Problem statement:
Exact wording is needed for every line from the one holding "reading: 70 °F" to the end of the records below; write those lines out and omit the pictures.

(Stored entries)
- - - -
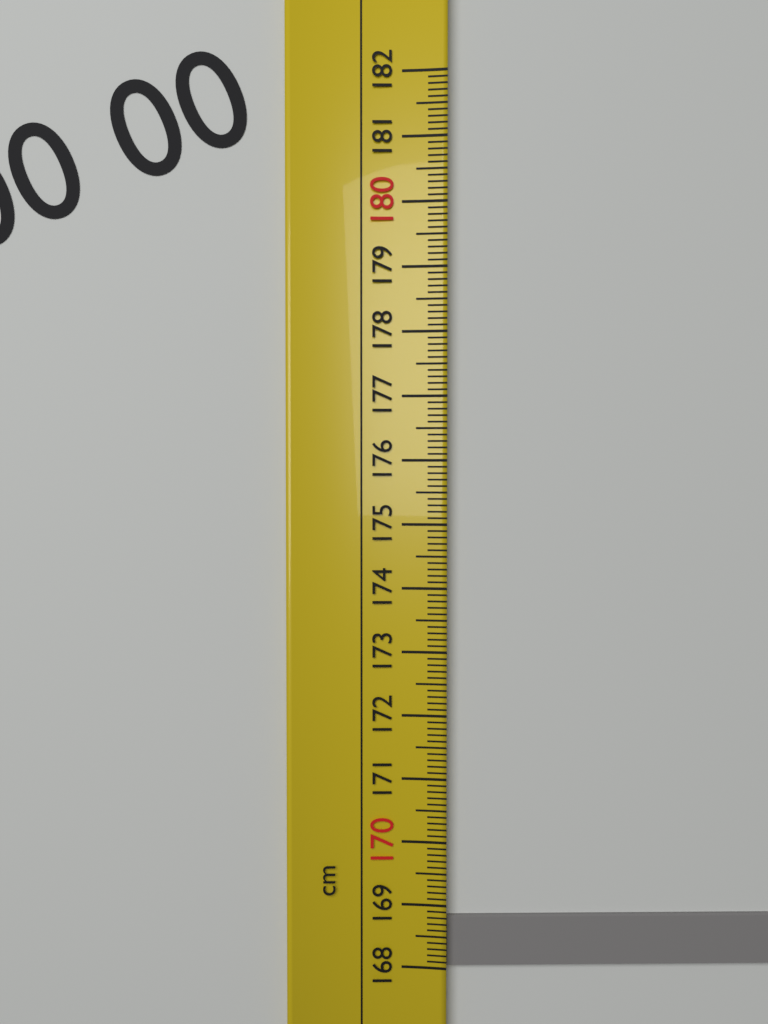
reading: 168.8 cm
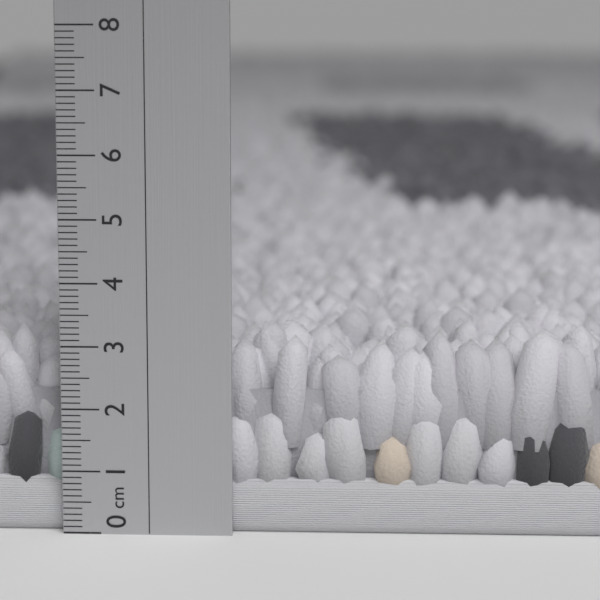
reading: 3.3 cm
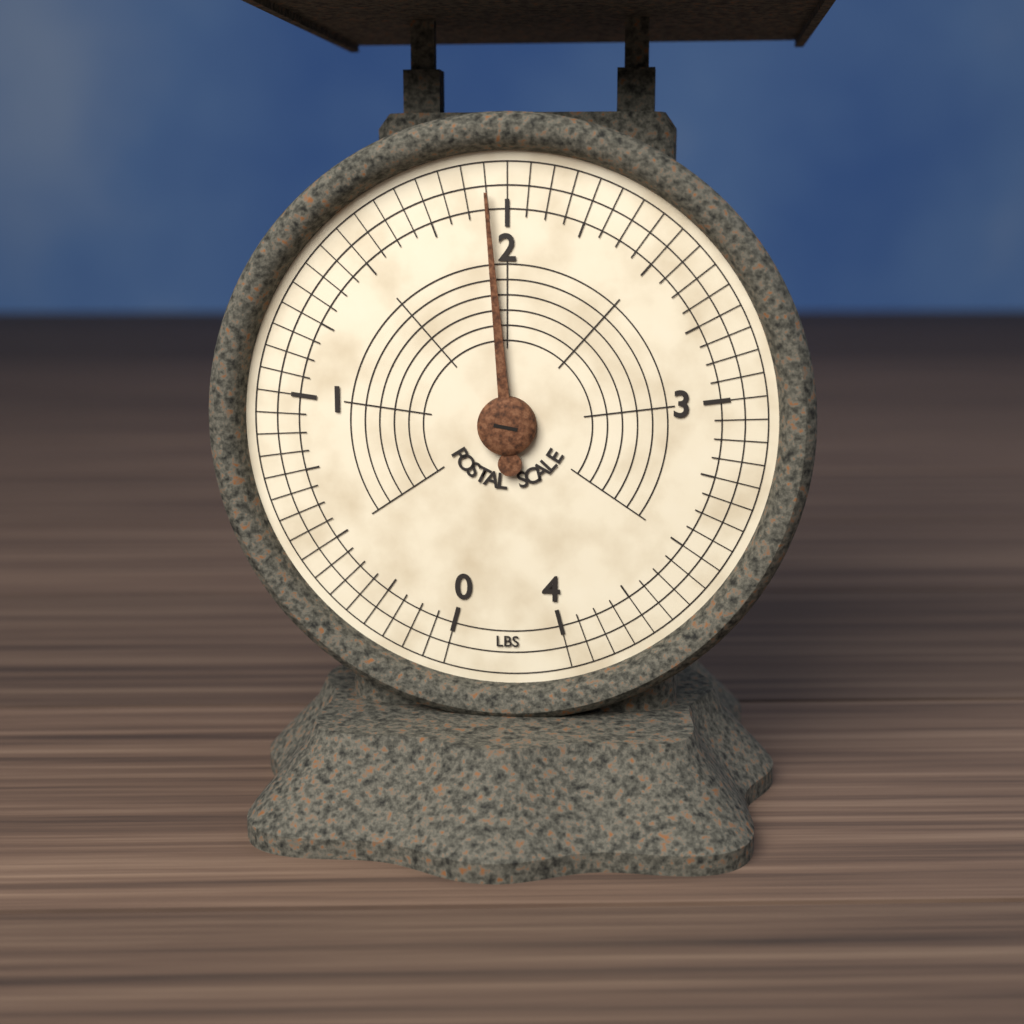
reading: 1.9375 lbs
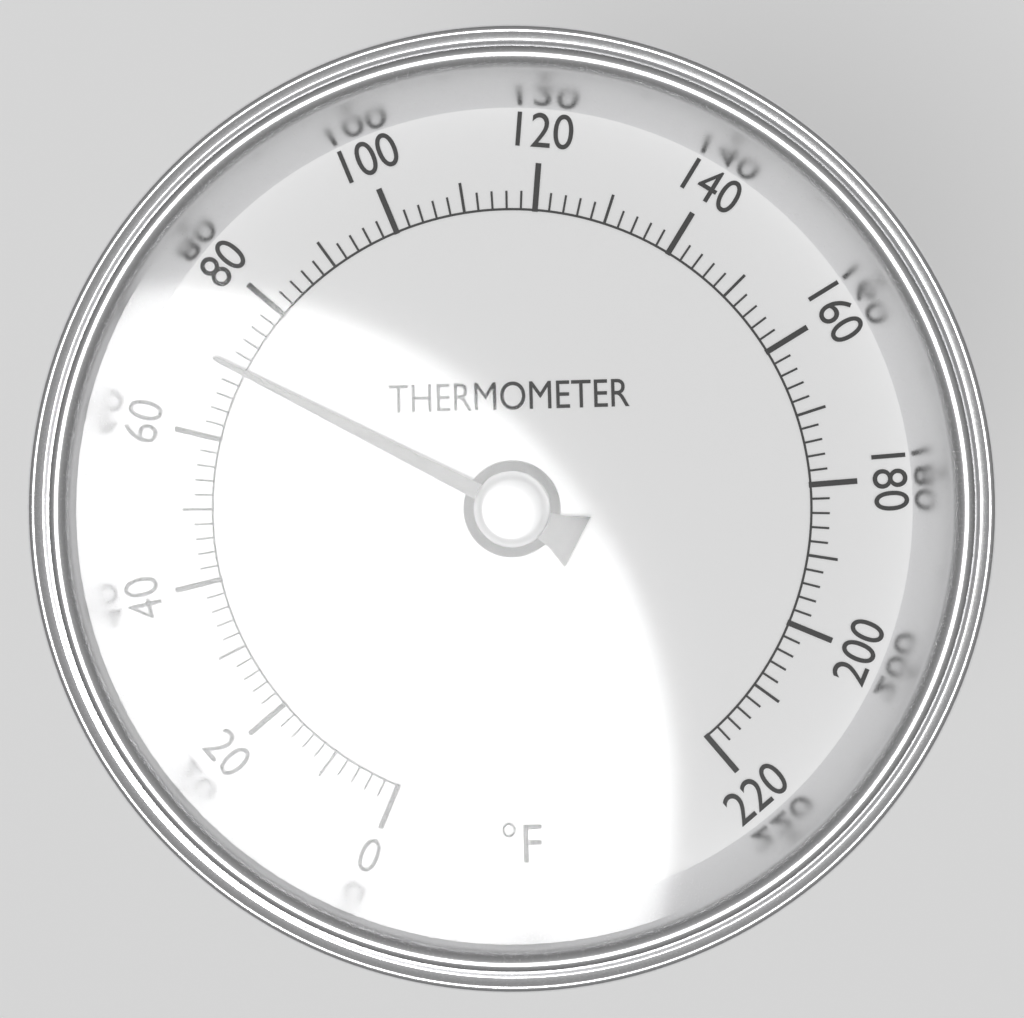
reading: 70 °F
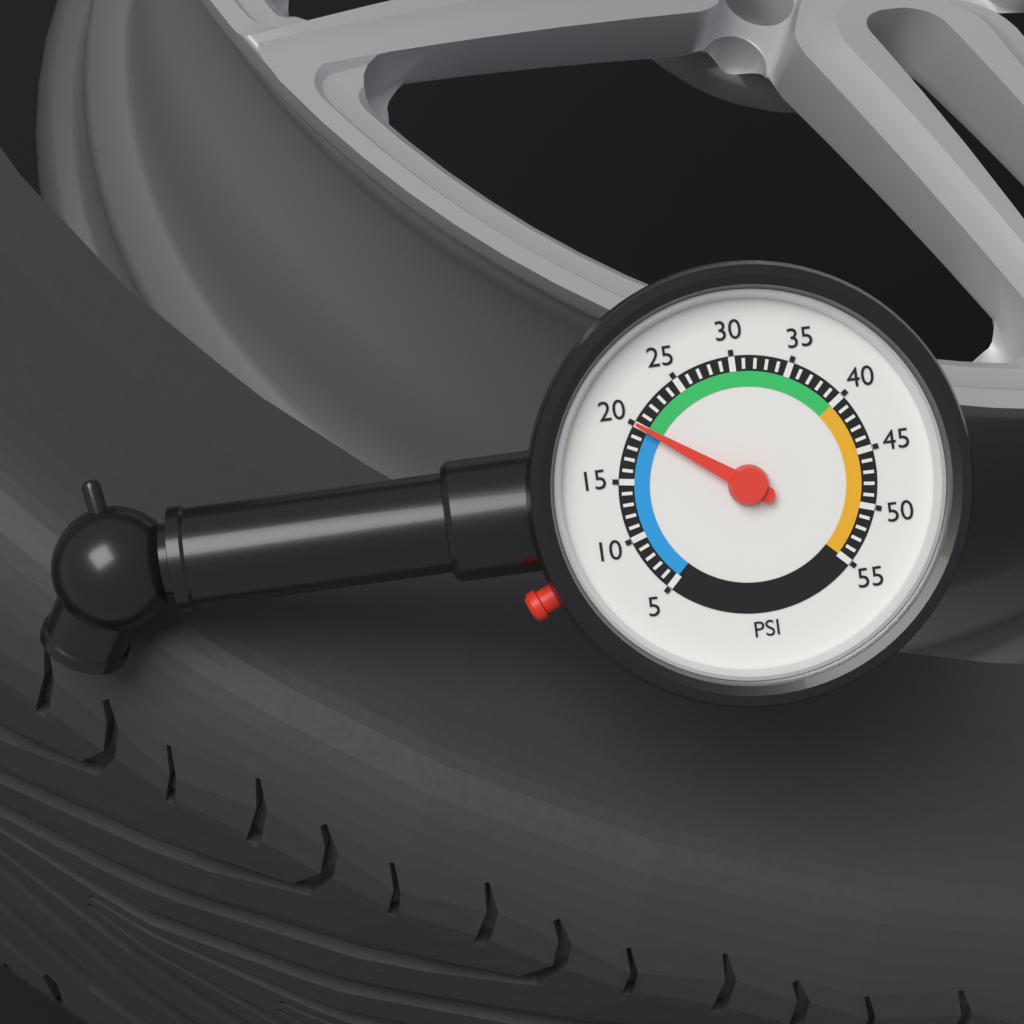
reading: 20 psi
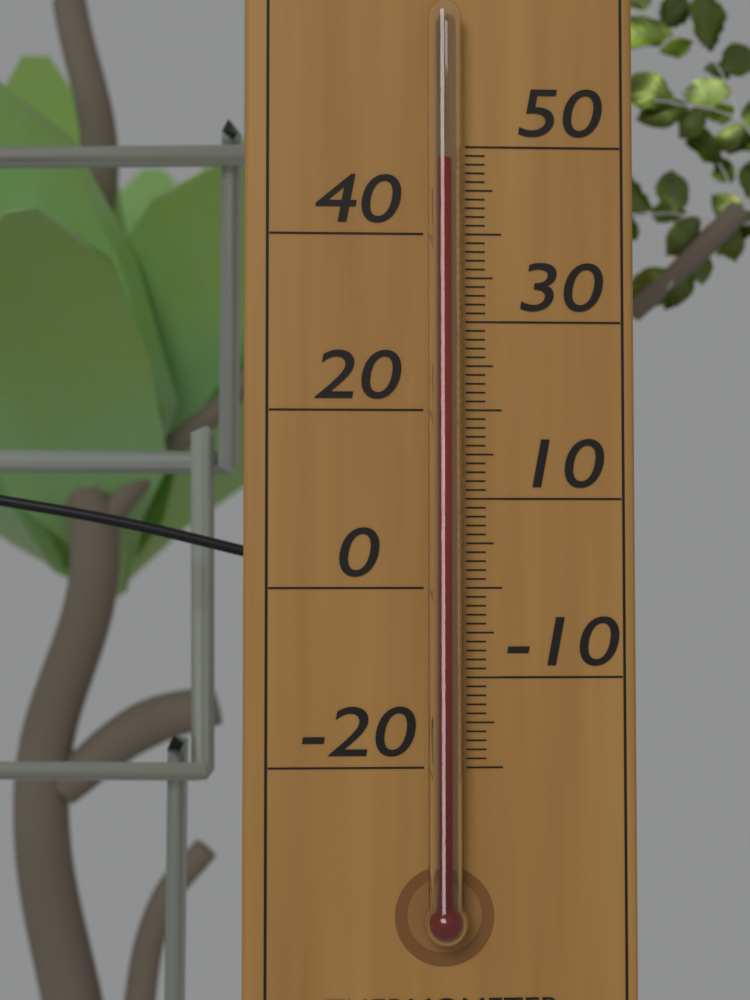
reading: 48 °C
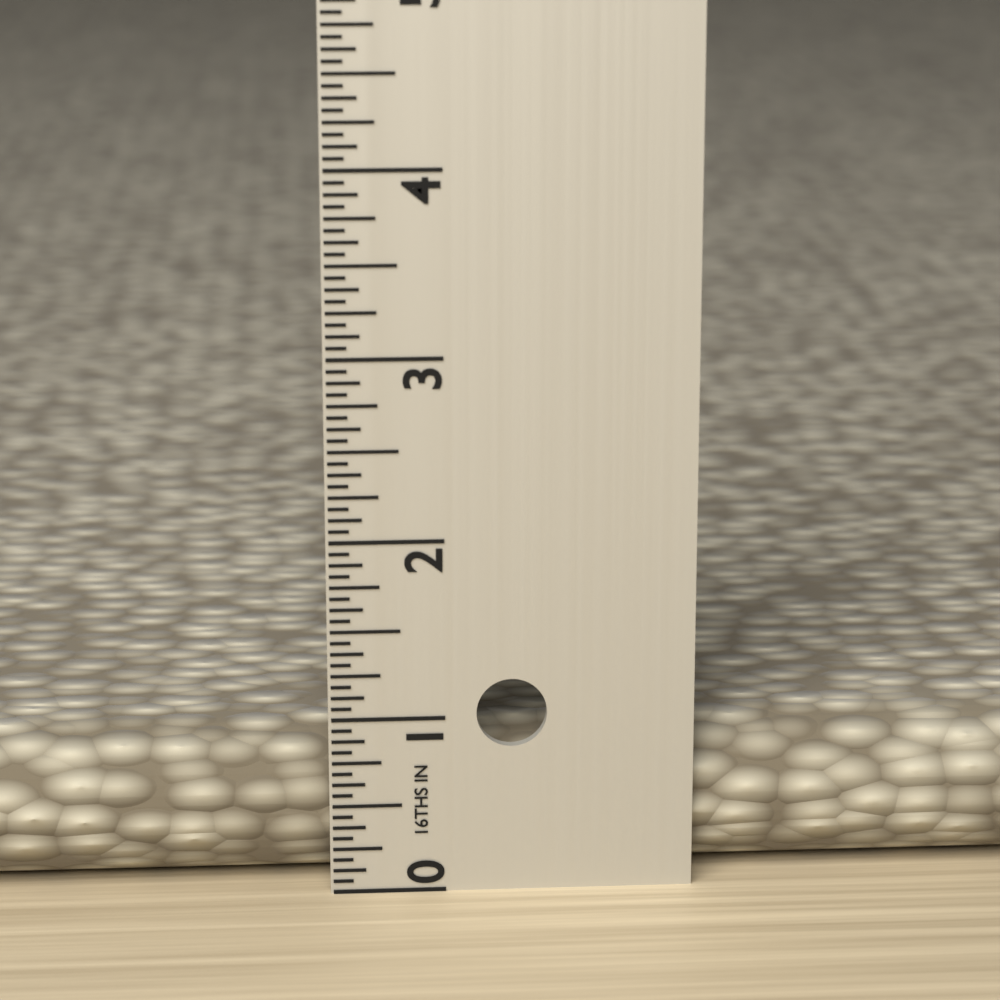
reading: 0.8750 in
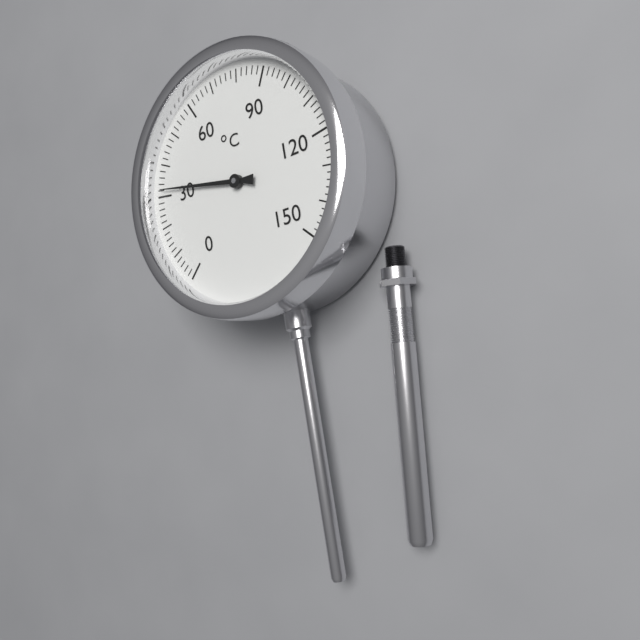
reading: 32 °C
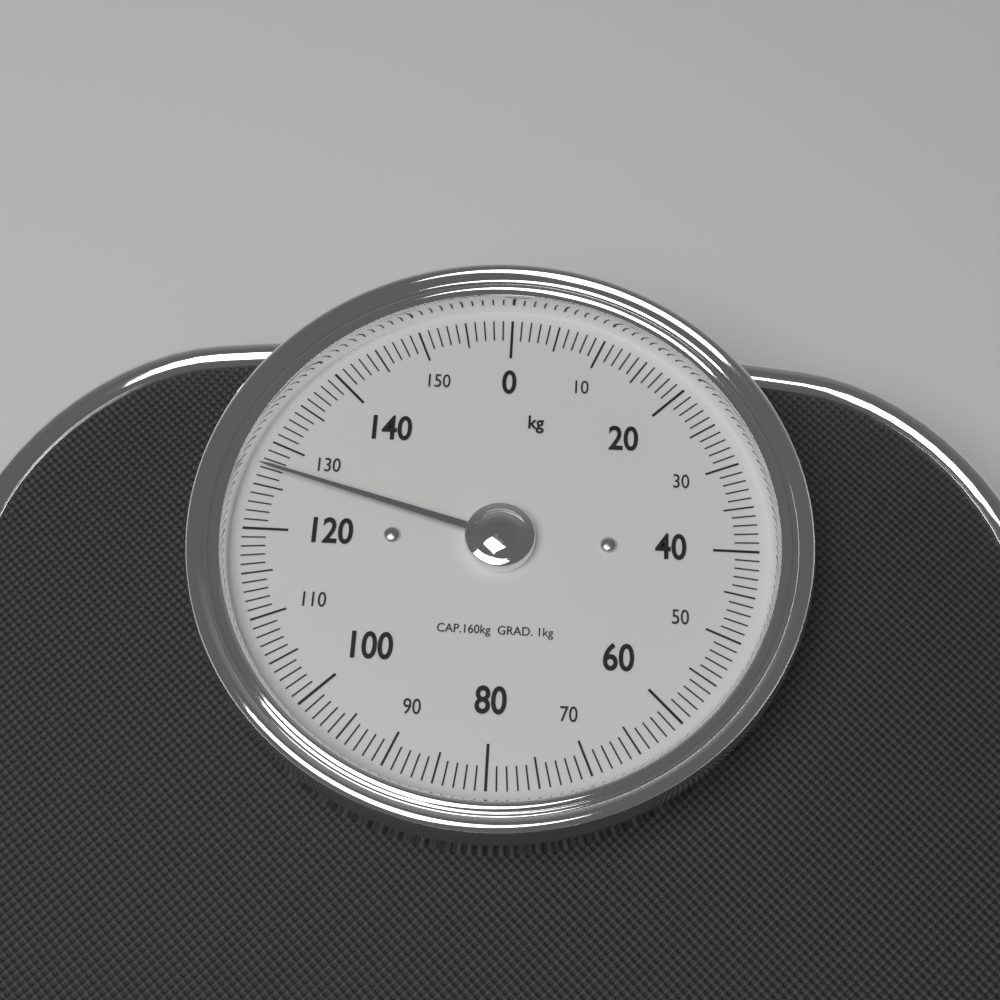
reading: 127 kg
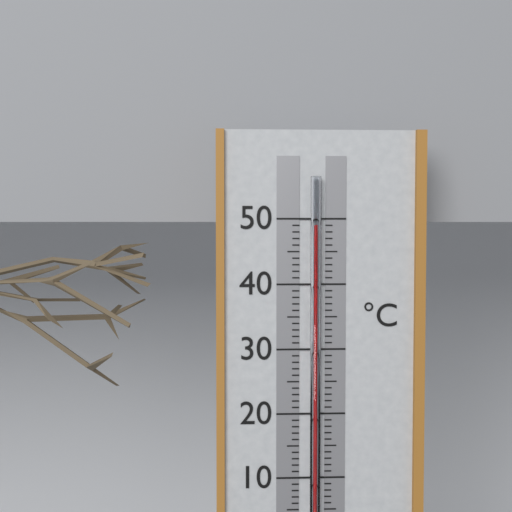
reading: 49 °C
- - - -
Reply to the task:
reading: 70 °F
reading: 20 psi
reading: 48 °C
reading: 0.8750 in
reading: 32 °C
reading: 127 kg
reading: 49 °C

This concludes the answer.